'Phantom Twist': US Team Designs High-Speed Spinning, Near-Invisible Drone
Northwestern University has developed a low-visibility drone called 'Phantom Twist' that spins its entire airframe up to 25 times per second, creating a motion-blur effect that blends the craft into its surroundings. In tests, the design proved 10 times harder to spot visually than a conventional quadrotor. The research was presented at the Robotics: Science and Systems 2026 conference in Sydney, Australia.

Highlights
- Northwestern University's Phantom Twist drone spins its entire airframe at up to 25 revolutions per second, creating a motion-blur halo effect that makes it visually blend into its surroundings.
- In testing, Phantom Twist was 10 times harder to visually detect than a conventional quadrotor drone.
- An AI design pipeline evaluated 20,000 structural configurations across 100 simulated real-world backgrounds, using a human-vision-based scoring metric to minimize detectability.
- Target applications include wildlife ecological surveys and industrial infrastructure inspection, where drone disturbance to animals or personnel is a concern.
- The research was formally presented at the Robotics: Science and Systems (RSS) 2026 international conference in Sydney, Australia.
Northwestern University Develops 'Phantom Twist' Low-Visibility Drone
Researchers at Northwestern University have developed a low-visibility drone called Phantom Twist that spins its entire airframe at up to 25 revolutions per second, generating a motion-blur effect that causes the craft to effectively 'vanish' from sight.
Importantly, the effect does not achieve full invisibility. Instead, it transforms the drone into a hazy, semi-transparent halo that blends naturally with the surrounding environment.
"Most research on making drones inconspicuous focuses on making them look like their surroundings," said Michael Rubenstein, the lead researcher on the project. "We asked whether we could redesign the drone itself based on how humans perceive motion. Using continuous movement to reduce visibility is a concept that has rarely been explored."
Hiding in Plain Sight
The mere presence of a conventional drone is often enough to disturb wildlife behavior and disrupt everyday human activities.
Scientists have tried various approaches — from high-tech light-refracting optics to transparent plastics and realistic camouflage paint — but the Northwestern robotics team chose a different angle: rather than trying to hide the drone, they set out to change how people see it.
The core of the research lies in redesigning the drone's physical form to alter visual perception. The conventional static-body quadrotor configuration was replaced with a single-motor system in which the propellers and the entire airframe rotate in opposite directions, minimizing visual detectability.
A standard quadrotor is highly recognizable because its bulky central body remains completely stationary while only the rotors spin. Phantom Twist draws inspiration from a rapidly spinning ceiling fan: the entire structural body rotates along with the mechanism, blurring the airframe visually into a semi-transparent disc.
Computer vision expert and co-author Emma Alexander explained that the human eye operates much like a camera.
"The eye needs time to accumulate light signals, similar to a camera's exposure time," Alexander said. "When an object rotates rapidly, we perceive a blurred afterimage and the object's sharp outline disappears. Because the new drone's airframe is almost entirely transparent, the small number of opaque components visually merge with the background, giving the overall craft a slightly hazy appearance."
AI Refines the Design
The development process was far from straightforward. Components cannot simply be mounted on a spinning rod and expected to fly; balancing the entire rotating structure is an enormous engineering challenge.
To overcome this, the team turned to artificial intelligence to assist with the design process.
The automated design pipeline first generated 20,000 mathematically stable structural configurations. An optimization algorithm then iteratively adjusted the positions of key components — including batteries, circuit boards, and counterweights — to ensure they would not visually overlap one another during rotation.
The AI subsequently tested these designs against 100 real-world background scenarios in simulation, evaluating them using a scoring metric modeled on human visual perception: the lower the score, the harder the drone is to detect.
According to the research results, the new design achieved a visibility level 10 times lower than that of a conventional quadrotor.
Potential Applications: Ecological Surveys and Industrial Inspection
Drones are already valuable tools for counting bird nests, mapping wetlands, and inspecting bridge cracks. However, the loud, buzzing mechanical presence of a drone often startles wildlife, altering their natural behavior. A drone that blends into the sky could conduct observations without disturbing animals.
Looking ahead, this class of drone holds promise for broad deployment in ecological surveys and industrial inspections.
The current prototype is not without limitations. The sound of the propellers remains clearly audible, and on close inspection, the faint outline of the carbon-fiber support arms can occasionally be discerned.
Nonetheless, the research team is already developing a next-generation model, with goals that include noise dampening and the use of fully transparent materials — bringing the drone closer to truly disappearing from view.
The research was officially presented at the Robotics: Science and Systems (RSS) 2026 conference held in Sydney, Australia.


- _EXERCISE AIM_
Output the entries exactly.
SUPPLIED DATA section start
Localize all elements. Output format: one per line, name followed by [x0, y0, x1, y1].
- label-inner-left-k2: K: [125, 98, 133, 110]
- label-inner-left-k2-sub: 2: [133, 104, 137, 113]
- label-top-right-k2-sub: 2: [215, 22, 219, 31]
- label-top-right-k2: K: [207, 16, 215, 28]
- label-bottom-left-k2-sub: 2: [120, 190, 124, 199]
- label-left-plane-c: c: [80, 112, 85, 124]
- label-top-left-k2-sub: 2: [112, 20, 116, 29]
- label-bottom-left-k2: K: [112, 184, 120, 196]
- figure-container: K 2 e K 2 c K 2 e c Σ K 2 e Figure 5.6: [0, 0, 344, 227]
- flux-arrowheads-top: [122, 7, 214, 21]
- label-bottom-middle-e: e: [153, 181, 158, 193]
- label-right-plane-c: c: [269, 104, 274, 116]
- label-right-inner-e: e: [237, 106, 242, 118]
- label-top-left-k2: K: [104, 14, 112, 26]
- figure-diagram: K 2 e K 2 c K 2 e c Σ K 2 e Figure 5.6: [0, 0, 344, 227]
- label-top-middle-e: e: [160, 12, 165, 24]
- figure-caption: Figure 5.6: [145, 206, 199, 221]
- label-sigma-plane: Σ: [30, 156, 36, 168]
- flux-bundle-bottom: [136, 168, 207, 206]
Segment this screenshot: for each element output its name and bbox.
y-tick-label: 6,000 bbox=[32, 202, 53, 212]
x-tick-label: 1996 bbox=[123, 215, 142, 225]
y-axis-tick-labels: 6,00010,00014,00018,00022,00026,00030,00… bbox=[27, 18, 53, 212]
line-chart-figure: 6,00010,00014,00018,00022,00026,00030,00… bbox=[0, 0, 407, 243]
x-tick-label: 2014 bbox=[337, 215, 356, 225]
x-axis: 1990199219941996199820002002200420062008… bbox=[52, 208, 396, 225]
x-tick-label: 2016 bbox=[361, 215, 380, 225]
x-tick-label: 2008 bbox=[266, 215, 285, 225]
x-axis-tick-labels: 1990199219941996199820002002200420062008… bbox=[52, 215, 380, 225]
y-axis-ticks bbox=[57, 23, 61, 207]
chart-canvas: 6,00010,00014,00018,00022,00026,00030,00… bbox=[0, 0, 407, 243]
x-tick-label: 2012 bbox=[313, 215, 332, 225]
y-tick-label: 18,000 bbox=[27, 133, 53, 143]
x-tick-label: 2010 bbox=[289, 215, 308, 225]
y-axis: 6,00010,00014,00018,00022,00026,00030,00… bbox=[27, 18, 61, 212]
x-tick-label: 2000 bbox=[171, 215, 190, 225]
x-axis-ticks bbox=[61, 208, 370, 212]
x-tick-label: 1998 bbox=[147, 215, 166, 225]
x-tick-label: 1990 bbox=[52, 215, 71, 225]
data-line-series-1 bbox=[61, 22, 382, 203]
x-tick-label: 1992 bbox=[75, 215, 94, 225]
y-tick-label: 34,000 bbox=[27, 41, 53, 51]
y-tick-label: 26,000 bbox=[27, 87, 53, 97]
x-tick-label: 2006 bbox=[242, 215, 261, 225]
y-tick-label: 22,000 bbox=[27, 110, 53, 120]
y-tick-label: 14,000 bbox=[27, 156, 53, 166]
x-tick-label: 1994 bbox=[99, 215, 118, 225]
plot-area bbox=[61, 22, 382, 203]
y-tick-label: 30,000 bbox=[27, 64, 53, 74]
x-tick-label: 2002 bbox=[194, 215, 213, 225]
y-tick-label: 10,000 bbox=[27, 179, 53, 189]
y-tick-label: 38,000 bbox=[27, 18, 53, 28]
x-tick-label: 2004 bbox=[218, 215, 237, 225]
SUPPLIED DATA section end
- _RESPONSE FOR THIS EXERCISE_
Localize all elements. Output format: one per line, name followed by [x0, y0, x1, y1].
- label-inner-left-k2: K: [125, 98, 133, 110]
- label-inner-left-k2-sub: 2: [133, 104, 137, 113]
- label-top-right-k2-sub: 2: [215, 22, 219, 31]
- label-top-right-k2: K: [207, 16, 215, 28]
- label-bottom-left-k2-sub: 2: [120, 190, 124, 199]
- label-left-plane-c: c: [80, 112, 85, 124]
- label-top-left-k2-sub: 2: [112, 20, 116, 29]
- label-bottom-left-k2: K: [112, 184, 120, 196]
- figure-container: K 2 e K 2 c K 2 e c Σ K 2 e Figure 5.6: [0, 0, 344, 227]
- flux-arrowheads-top: [122, 7, 214, 21]
- label-bottom-middle-e: e: [153, 181, 158, 193]
- label-right-plane-c: c: [269, 104, 274, 116]
- label-right-inner-e: e: [237, 106, 242, 118]
- label-top-left-k2: K: [104, 14, 112, 26]
- figure-diagram: K 2 e K 2 c K 2 e c Σ K 2 e Figure 5.6: [0, 0, 344, 227]
- label-top-middle-e: e: [160, 12, 165, 24]
- figure-caption: Figure 5.6: [145, 206, 199, 221]
- label-sigma-plane: Σ: [30, 156, 36, 168]
- flux-bundle-bottom: [136, 168, 207, 206]
Segment this screenshot: for each element output its name and bbox.
y-tick-label: 6,000 bbox=[32, 202, 53, 212]
x-tick-label: 1996 bbox=[123, 215, 142, 225]
y-axis-tick-labels: 6,00010,00014,00018,00022,00026,00030,00… bbox=[27, 18, 53, 212]
line-chart-figure: 6,00010,00014,00018,00022,00026,00030,00… bbox=[0, 0, 407, 243]
x-tick-label: 2014 bbox=[337, 215, 356, 225]
x-axis: 1990199219941996199820002002200420062008… bbox=[52, 208, 396, 225]
x-tick-label: 2016 bbox=[361, 215, 380, 225]
x-tick-label: 2008 bbox=[266, 215, 285, 225]
x-axis-tick-labels: 1990199219941996199820002002200420062008… bbox=[52, 215, 380, 225]
y-axis-ticks bbox=[57, 23, 61, 207]
chart-canvas: 6,00010,00014,00018,00022,00026,00030,00… bbox=[0, 0, 407, 243]
x-tick-label: 2012 bbox=[313, 215, 332, 225]
y-tick-label: 18,000 bbox=[27, 133, 53, 143]
x-tick-label: 2010 bbox=[289, 215, 308, 225]
y-axis: 6,00010,00014,00018,00022,00026,00030,00… bbox=[27, 18, 61, 212]
x-tick-label: 2000 bbox=[171, 215, 190, 225]
x-axis-ticks bbox=[61, 208, 370, 212]
x-tick-label: 1998 bbox=[147, 215, 166, 225]
x-tick-label: 1990 bbox=[52, 215, 71, 225]
data-line-series-1 bbox=[61, 22, 382, 203]
x-tick-label: 1992 bbox=[75, 215, 94, 225]
y-tick-label: 34,000 bbox=[27, 41, 53, 51]
y-tick-label: 26,000 bbox=[27, 87, 53, 97]
x-tick-label: 2006 bbox=[242, 215, 261, 225]
y-tick-label: 22,000 bbox=[27, 110, 53, 120]
y-tick-label: 14,000 bbox=[27, 156, 53, 166]
x-tick-label: 1994 bbox=[99, 215, 118, 225]
plot-area bbox=[61, 22, 382, 203]
y-tick-label: 30,000 bbox=[27, 64, 53, 74]
x-tick-label: 2002 bbox=[194, 215, 213, 225]
y-tick-label: 10,000 bbox=[27, 179, 53, 189]
y-tick-label: 38,000 bbox=[27, 18, 53, 28]
x-tick-label: 2004 bbox=[218, 215, 237, 225]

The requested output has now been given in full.